Why you should re-live what you enjoyed doing when you were a kid
July 10, 2026I’ve found myself standing in a dark narrow pit, the ground beneath me crunches as I step around ash, dirt and water. My boots that started life as khaki are now unrecognisably black. I reach up into a mechanism of metal rods, the kind you wouldn’t want your fingers to get caught in. Next to me a furnace drops burning embers that trickle down near my feet, they sizzle as they hit the wet ground. I can hear scraping above, the sound of a shovel on a metal grate, a sound that would make the skin on your neck crawl. A sudden hiss from behind startles me before the furnace starts to scream even louder. I look back up into the metal rods, the only light now provided with my handheld torch, all of them are absolutely filthy, covered in a mixture of grit and grease. Each time I wipe one, grease from elsewhere trickles down into my hair. It’s a horrible sensation. I don’t care though, you can’t wipe the smile off my face. After all, the 150 year old steam locomotive I’m underneath has to be ready to push back in half an hour, and it feels fucking great to be a part of making that happen.

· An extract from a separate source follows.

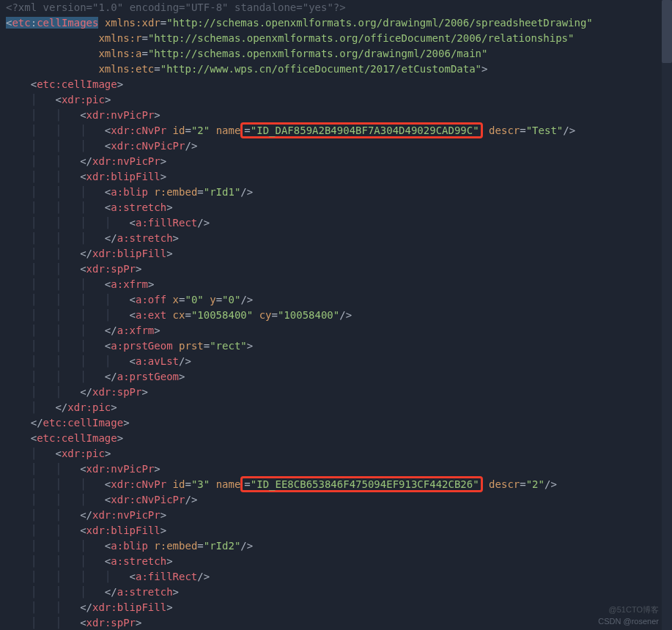 This screenshot has width=672, height=630. I want to click on highlight-box-2: ="ID_EE8CB653846F475094EF913CF442CB26", so click(361, 484).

As adulthood takes hold of us its easy to forgo all of the things that used to make us incredibly happy growing up and replace them with practical life choices. You go to university to have a formal education so you can get a sensible job which will reliably pay the bills and hopefully net you enough income to support a mortgage, a family, annual holidays to the beach and the Porsche you’ll want to buy when the mid life crisis inevitably rolls around.